Vermont Community Energy and Climate Action Conference
Nearly 300 citizens, local energy committee members, lawmakers and business leaders attend the Vermont Community Energy and Climate Action Conference on Saturday at Fairlee’s Lake Morey Resort. Photo by Kevin O’Connor/VTDigger
[F]AIRLEE — Donald Trump wasn’t an attendee nor on the agenda of this weekend’s Vermont Community Energy and Climate Action Conference. But the billionaire businessman turned political phenomenon topped the thoughts and talk of the nearly 300 local and state leaders meeting there.

“We might have just elected a president who thinks climate change is a hoax,” Johanna Miller greeted the crowd gathered at the Lake Morey Resort. “The imperative of local and state efforts has never been greater.”

Miller, energy program director for the Vermont Natural Resources Council, was one of several experts, community energy committee members, lawmakers and business leaders who used their microphone time to express concern about the incoming president’s environmental perspective.

“Our job is to keep the light of progress burning in what are going to be some dark years,” Darren Springer, chief of staff for departing Gov. Peter Shumlin, said in his opening address. “There’s no hope coming out of Trump Tower or Washington, D.C.”

Springer and other speakers noted the incoming commander-in-chief has tweeted “the concept of global warming was created by and for the Chinese in order to make U.S. manufacturing non-competitive,” while senior staffer Reince Priebus has added that the administration’s “default position” was that “most of it is a bunch of bunk.”

Those comments reminded Springer of when, starting his career just after the re-election of President George W. Bush a decade ago, coal produced half of the country’s electricity and consumers had yet to see an electric car or a light-emitting-diode bulb.

“We have to acknowledge we’ve come a long way since then,” said Springer, noting coal now generates only one-third of the nation’s power. “The good news is we have the technologies and the political will to fight a polluter agenda.”

Lauren Hierl, political director for the Vermont Conservation Voters advocacy organization, said the state offered a more promising landscape.

“It’s clear we’re in for some challenging times,” Hierl said. “This puts Vermont in a pretty unique position in the national context.”

But several participants saw lessons in last month’s vote. Sen. Mark MacDonald, an Orange County Democrat, noted several House colleagues lost after they were targeted for considering a carbon tax.

“This group here understands what the problem is, but we need a strategy on how to take it on with our neighbors,” MacDonald said. “The people who vote for Donald Trump are the same people who vote for Bernie Sanders. We need a solution to what’s hurting people in their pocketbooks that also happens to reduce our carbon footprint.”

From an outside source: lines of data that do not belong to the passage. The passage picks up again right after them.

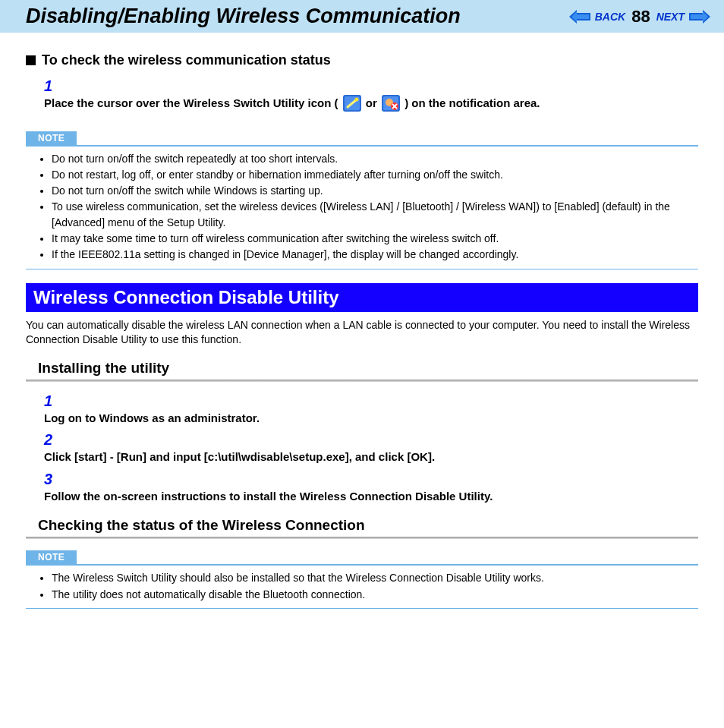 The height and width of the screenshot is (728, 724). I want to click on step-number: 2, so click(55, 440).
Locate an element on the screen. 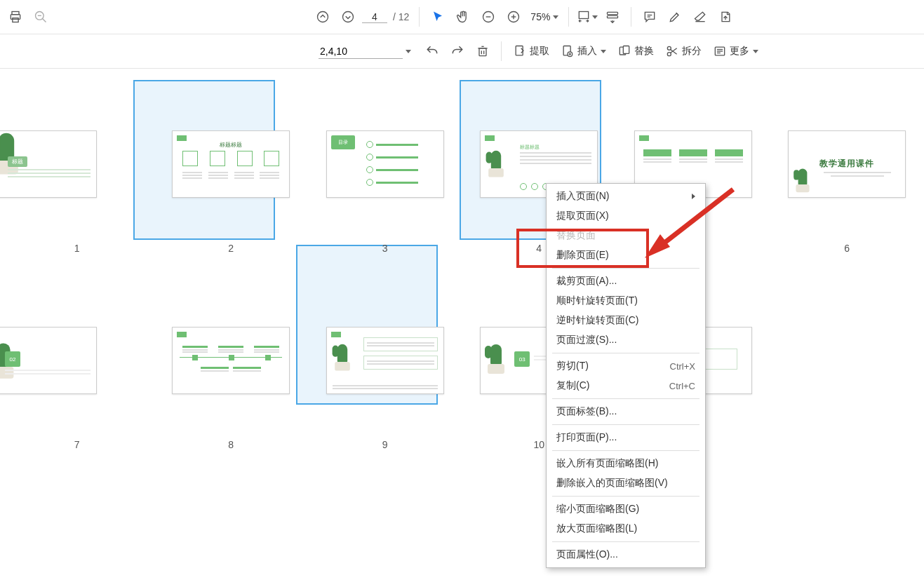 This screenshot has height=587, width=924. cm-insert-page: 插入页面(N) is located at coordinates (626, 196).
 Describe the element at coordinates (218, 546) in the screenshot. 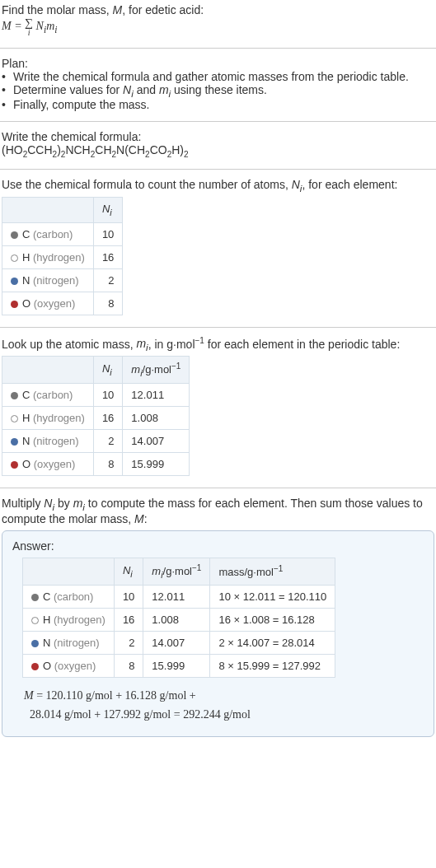

I see `answer-label: Answer:` at that location.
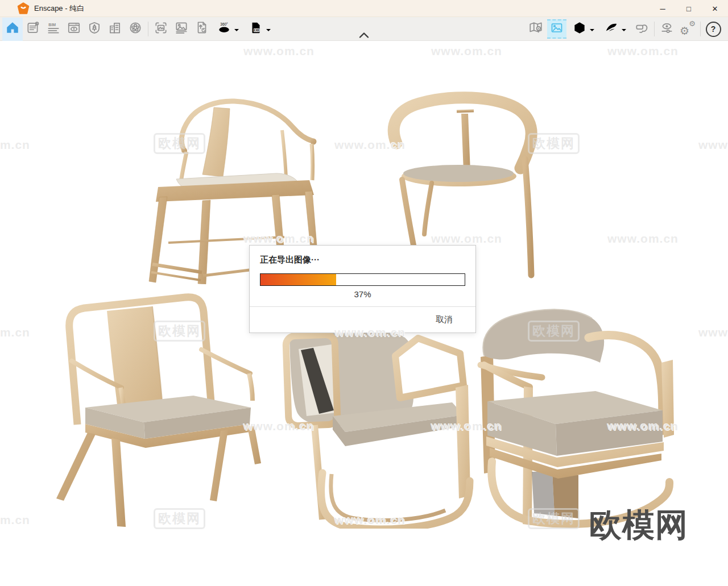 The height and width of the screenshot is (586, 728). I want to click on gears-icon: ⚙⚙, so click(688, 29).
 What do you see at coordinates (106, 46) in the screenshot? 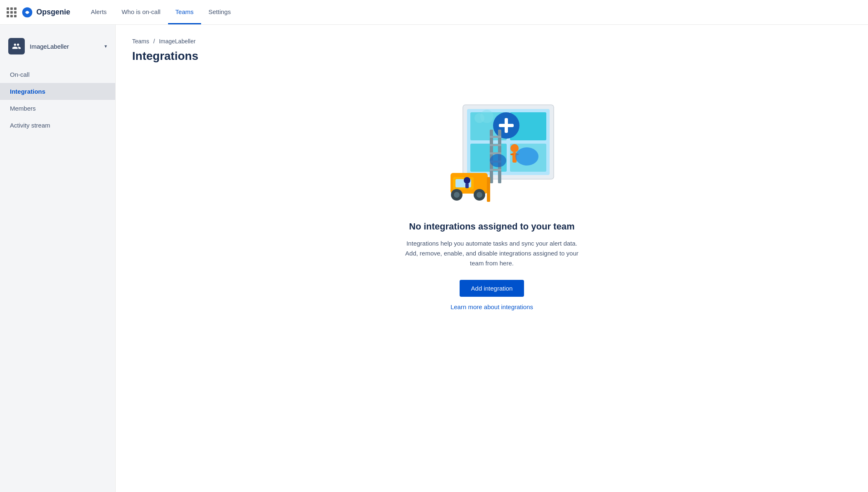
I see `chevron-down-icon: ▾` at bounding box center [106, 46].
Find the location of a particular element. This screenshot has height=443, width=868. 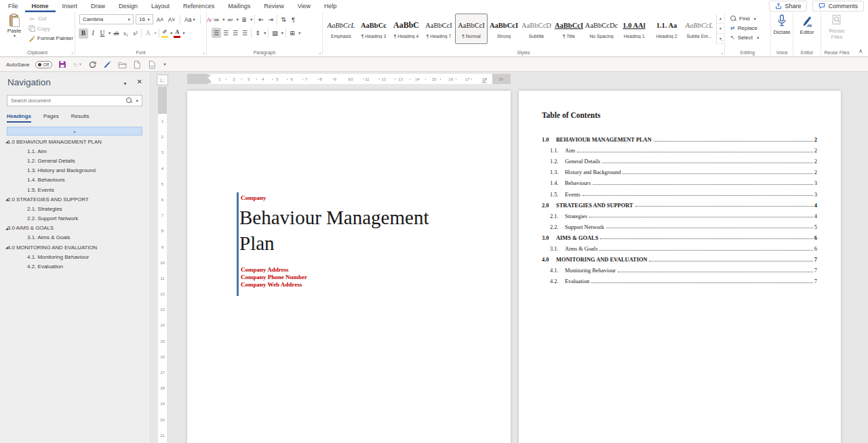

navigation-heading-item: ◢ 4.0 MONITORING AND EVALUATION is located at coordinates (75, 247).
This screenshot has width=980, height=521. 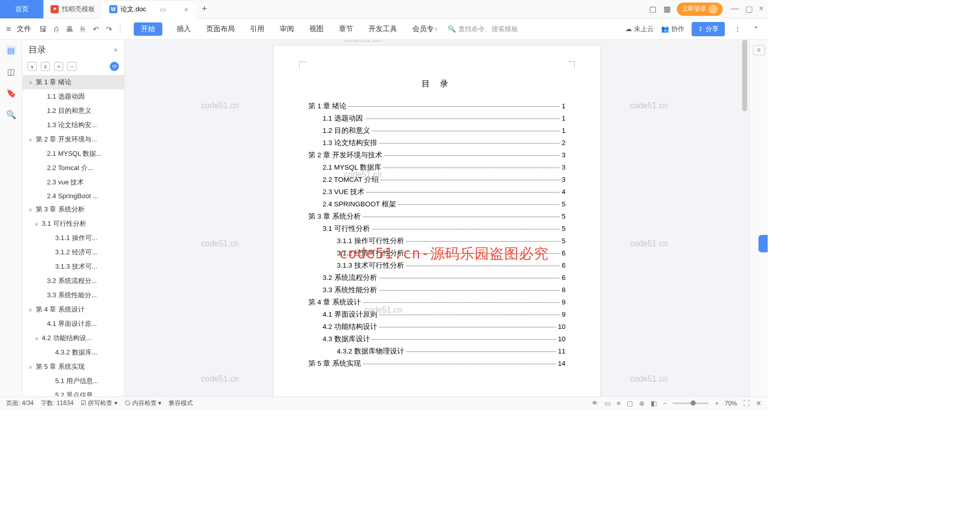 I want to click on share-label: 分享, so click(x=712, y=29).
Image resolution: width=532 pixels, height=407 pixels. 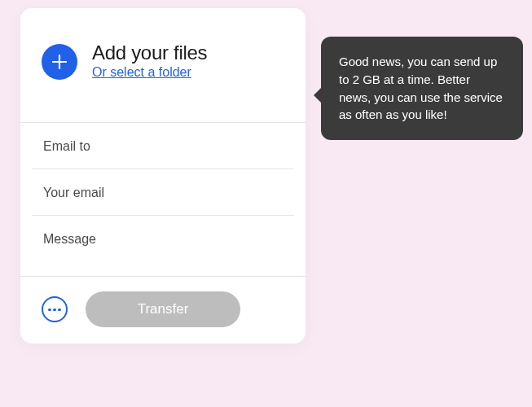 What do you see at coordinates (163, 146) in the screenshot?
I see `email-to-input` at bounding box center [163, 146].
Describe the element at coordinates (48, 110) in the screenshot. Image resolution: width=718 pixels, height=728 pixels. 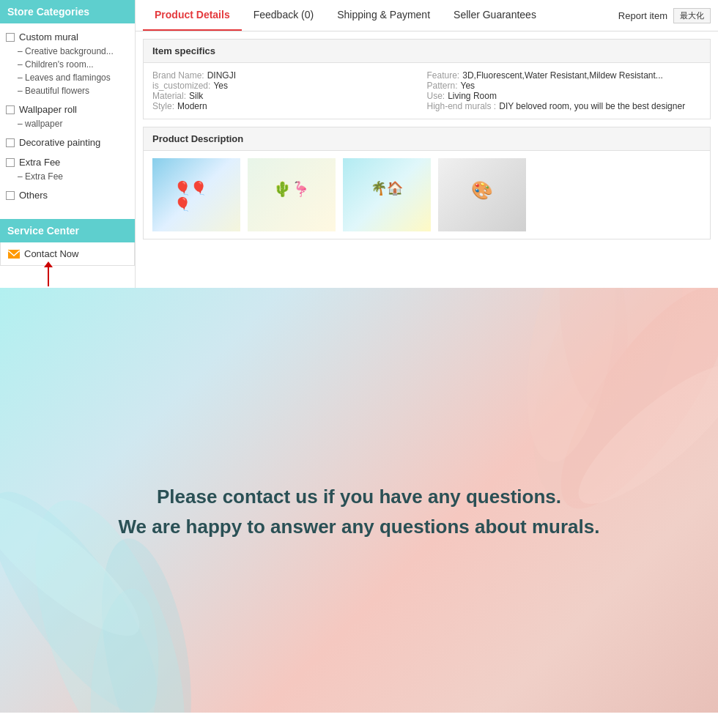
I see `category-main-label: Wallpaper roll` at that location.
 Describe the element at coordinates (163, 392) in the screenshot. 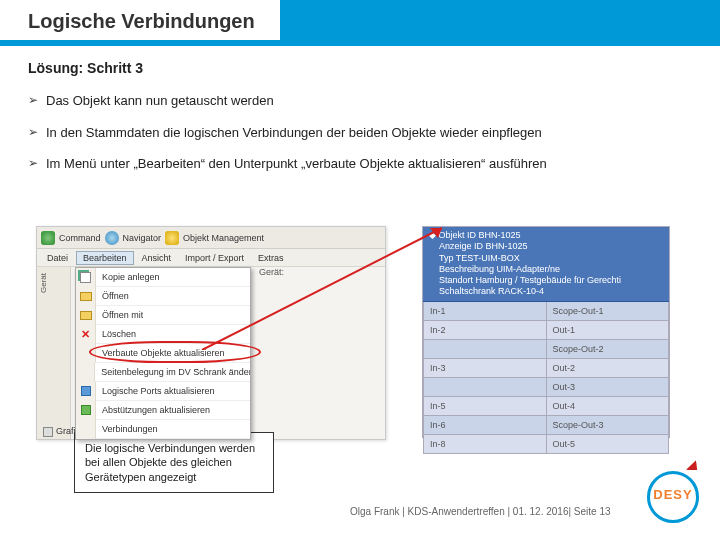

I see `menu-item-update-ports: Logische Ports aktualisieren` at that location.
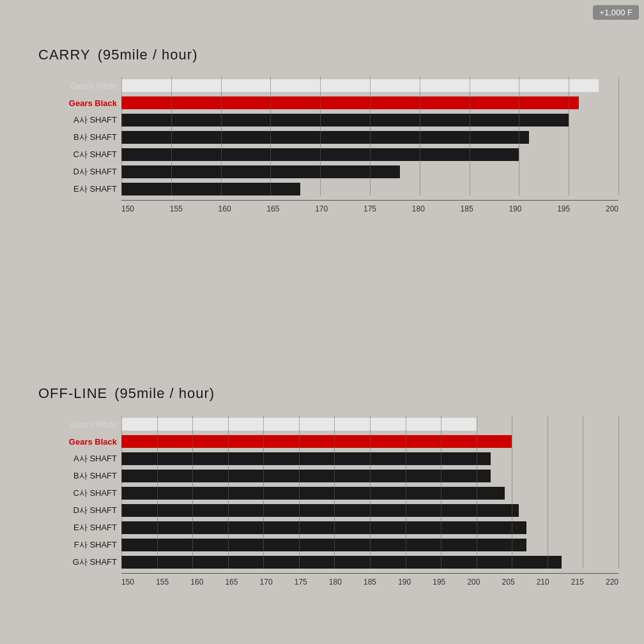 The width and height of the screenshot is (644, 644). Describe the element at coordinates (370, 136) in the screenshot. I see `chart-area: Gears WhiteGears BlackA사 SHAFTB사 SHAFTC사…` at that location.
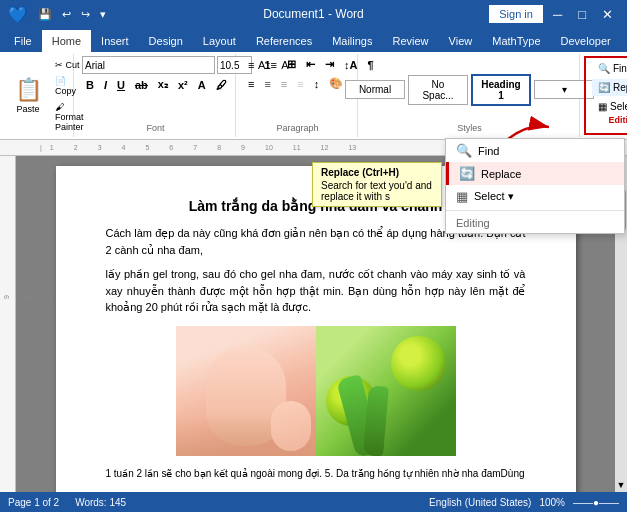 Image resolution: width=627 pixels, height=512 pixels. I want to click on multilevel-button: ⊞, so click(292, 64).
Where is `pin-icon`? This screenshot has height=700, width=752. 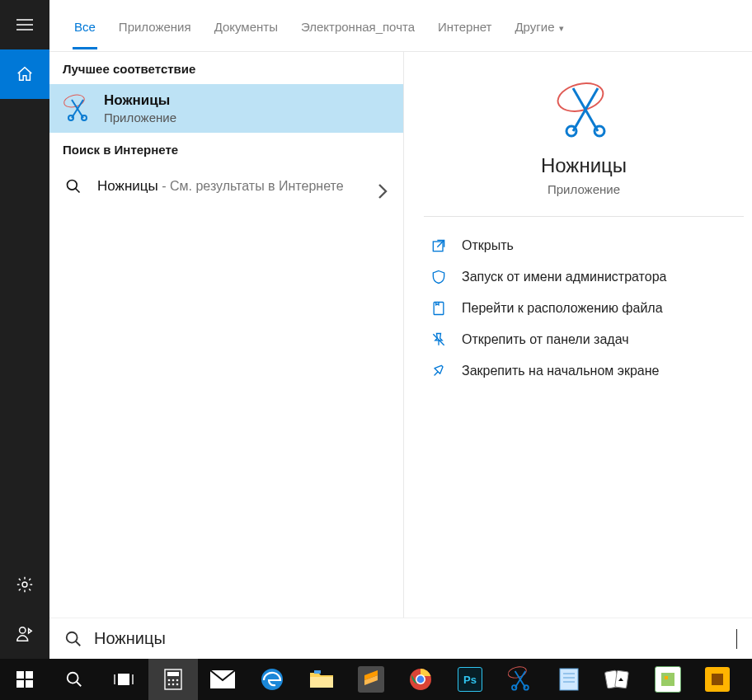 pin-icon is located at coordinates (439, 371).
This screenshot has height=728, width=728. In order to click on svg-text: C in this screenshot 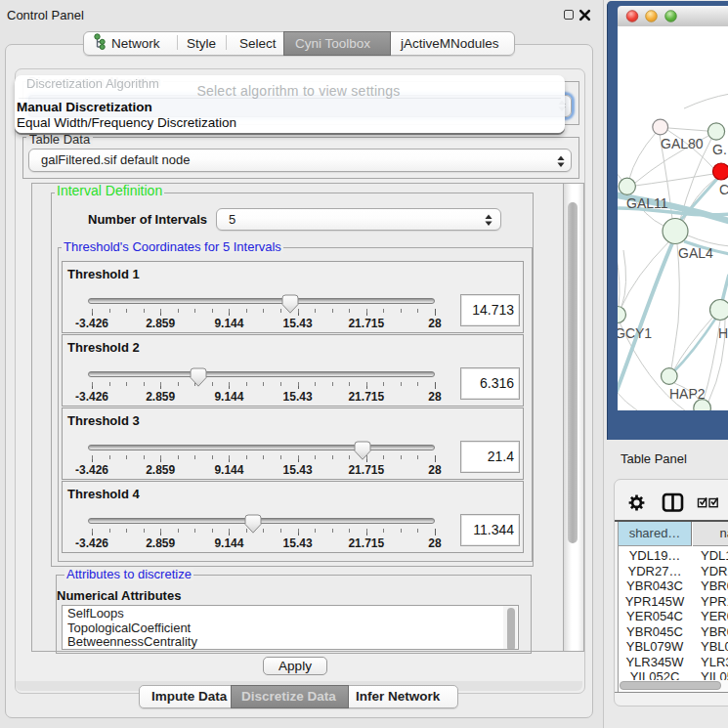, I will do `click(723, 190)`.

Saturday’s ninth annual conference drew participants from Vermont’s more than 100 community energy committees as well as government and industry groups. Its theme of “Local Leadership, Local Action: Partnering to Get to 90 by 2050” was inspired by a state goal to generate 90 percent of energy through renewable sources by the mid-century.

“Climate change doesn’t bend on elections,” Miller said. “We have to ensure Vermont is a beacon of hope and model of innovation. We have an obligation and an opportunity.”

Vermont Community Energy and Climate Action Conference
Sen. Christopher Bray, D-Addison, speaks with Brattleboro Union High School juniors Kade Perrotti (left) and Lucia Morey (right) at the Vermont Community Energy and Climate Action Conference on Saturday at Fairlee’s Lake Morey Resort. Photo by Kevin O’Connor/VTDigger

VTDigger's southern Vermont and features reporter.